Amidst all the fluff on this thread here is a flag waving against the wind. Just out of curiosity why are you recommending not to cut a control joint. You've done lots of building and I'm sure this is not a lightly made recommendation.
In my opinion and experience, the reason to cut the slab is to create a place for the concrete to crack right after the pour because of too much water used in the mix. When the crew working the mud can get away with it, they add water to make it easier for them to work it. The mix needs a certain amount of water, and everything extra will evaporate, which leaves a void in the slab, and that results in the large ugly cracks that nobody wants. Cutting the slab while it's still green allows the slab to move and give you a clean crack that is mostly hidden by the cut itself.
If the concrete can pass a slump test, the cracking is so minimal that it becomes hairline and difficult to see.
If there is rebar in the middle of the slab, those hairline cracks become almost impossible to see.
If there is wire in the middle of the slab, for all basic discussion, those cracks really don't exist. They are there, concrete always cracks, but you'll never find them.
Almost every slab poured with wire has the wire walked on and pushed to the bottom of the slab, so the cracks become more noticeable. Same thing with rebar that is not supported by chairs. The biggest lie in concrete is that they will pull it up while spreading the mud, and that it will stay there in the middle of the slab while everyone is walking on top of it.
The other reason for cutting a slab is because concrete gets bigger when it gets warm, and contracts when it gets cold. The best way to deal with this is to pour concrete in sections and have something between each section to absorb this movement. I've read that just having 30 pound tar paper between two pads will accomplish this, but most people use 1x4's or a product specially designed for this. If it's one big monolithic slab that will be changing temperature on a daily basis, then cutting the slab has the advantage of releasing the stress of it's movement and allowing it to break up at the cut and move with the temperature changes. This is also why concrete highways are so bad, because of all the expansion joints needed to keep the concrete from destroying itself during heating and cooling cycles.
Inside a residential house, where the temperature is controlled, nobody that I have ever met, and no house that I have ever been in, has the concrete cut regardless of how big the house is. The garage and porches are done separately because those areas will heat and cool differently then inside the house, which allows them to move on their own. Unfortunately, that's where I see a lot of cracking from excessive water. So maybe more contractors should cut the slab on residential work to hide their bad concrete work? I can see that happening if the guy in charge of the pour knows that he's pouring with too much water. I just don't allow that to happen, so cutting is never needed to hide that problem.
In this case, the rebar and wire are on chairs strong enough to walk on, so they should be in the middle of the pad.
He has PEX inside the pad to keep the temperature of the pad constant, so it won't expand and contract.
He poured the slab in two pieces, so the slab can expand and contract without damaging itself.
Considering all the time and effort that he put into planning this, and making it happen, I'm assuming that he didn't add a lot of water to the mix.
Because I believe all of this to be true, there is no reason to cut the slab.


▸ THE PROBLEM:
In the entries below, find each line with the string "American" and copy it.

==== STORED DATA

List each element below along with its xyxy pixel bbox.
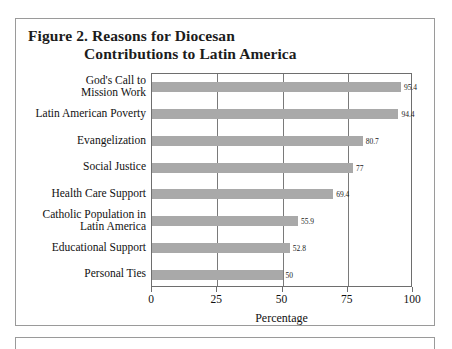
bar [152, 109, 398, 119]
category-label: Personal Ties [14, 267, 146, 280]
gridline [283, 74, 284, 286]
bar-chart: God's Call toMission WorkLatin American … [16, 73, 436, 325]
x-tick-mark [282, 287, 283, 292]
bar-row: 95.4 [152, 82, 411, 92]
bar-row: 55.9 [152, 216, 411, 226]
bar [152, 270, 283, 280]
bar-row: 52.8 [152, 243, 411, 253]
bar [152, 136, 363, 146]
figure-title: Figure 2. Reasons for Diocesan Contribut… [28, 27, 422, 63]
bar [152, 82, 401, 92]
plot-area: 95.494.480.77769.455.952.850 [151, 73, 412, 287]
category-label-line: Social Justice [14, 160, 146, 173]
bar-value-label: 95.4 [401, 83, 417, 92]
bar [152, 243, 290, 253]
category-label-line: God's Call to [14, 74, 146, 87]
gridline [217, 74, 218, 286]
gridline [348, 74, 349, 286]
bar-row: 80.7 [152, 136, 411, 146]
category-label: Evangelization [14, 134, 146, 147]
next-figure-container-partial [15, 337, 435, 349]
bar [152, 216, 298, 226]
category-label-line: Educational Support [14, 241, 146, 254]
bar-row: 50 [152, 270, 411, 280]
category-label-line: Catholic Population in [14, 208, 146, 221]
category-label-line: Evangelization [14, 134, 146, 147]
bar-value-label: 50 [283, 270, 294, 279]
bar-value-label: 94.4 [398, 110, 414, 119]
x-axis: 0255075100 [151, 287, 412, 309]
bar [152, 189, 333, 199]
bar-value-label: 55.9 [298, 217, 314, 226]
bar [152, 163, 353, 173]
category-label: Catholic Population inLatin America [14, 208, 146, 233]
category-label-line: Health Care Support [14, 187, 146, 200]
x-tick-label: 50 [276, 293, 288, 305]
category-label-line: Mission Work [14, 86, 146, 99]
bar-row: 69.4 [152, 189, 411, 199]
figure-container: Figure 2. Reasons for Diocesan Contribut… [15, 18, 435, 326]
x-tick-mark [151, 287, 152, 292]
category-label: Social Justice [14, 160, 146, 173]
bar-row: 77 [152, 163, 411, 173]
category-label: God's Call toMission Work [14, 74, 146, 99]
bar-value-label: 77 [353, 163, 364, 172]
x-tick-label: 25 [211, 293, 223, 305]
bar-value-label: 52.8 [290, 243, 306, 252]
x-axis-title: Percentage [151, 311, 412, 326]
category-label-line: Personal Ties [14, 267, 146, 280]
x-tick-mark [412, 287, 413, 292]
bar-row: 94.4 [152, 109, 411, 119]
category-axis: God's Call toMission WorkLatin American … [16, 73, 150, 287]
x-tick-label: 100 [403, 293, 420, 305]
category-label-line: Latin American Poverty [14, 107, 146, 120]
x-tick-mark [347, 287, 348, 292]
category-label: Health Care Support [14, 187, 146, 200]
bar-value-label: 80.7 [363, 136, 379, 145]
category-label: Latin American Poverty [14, 107, 146, 120]
category-label-line: Latin America [14, 220, 146, 233]
x-tick-label: 0 [148, 293, 154, 305]
bar-value-label: 69.4 [333, 190, 349, 199]
x-tick-label: 75 [341, 293, 353, 305]
x-tick-mark [216, 287, 217, 292]
figure-title-line-2: Contributions to Latin America [28, 45, 422, 63]
category-label: Educational Support [14, 241, 146, 254]
figure-title-line-1: Figure 2. Reasons for Diocesan [28, 27, 422, 45]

========

▸ ANSWER SPACE:
bar-chart: God's Call toMission WorkLatin American … [16, 73, 436, 325]
category-axis: God's Call toMission WorkLatin American … [16, 73, 150, 287]
category-label-line: Latin American Poverty [14, 107, 146, 120]
category-label: Latin American Poverty [14, 107, 146, 120]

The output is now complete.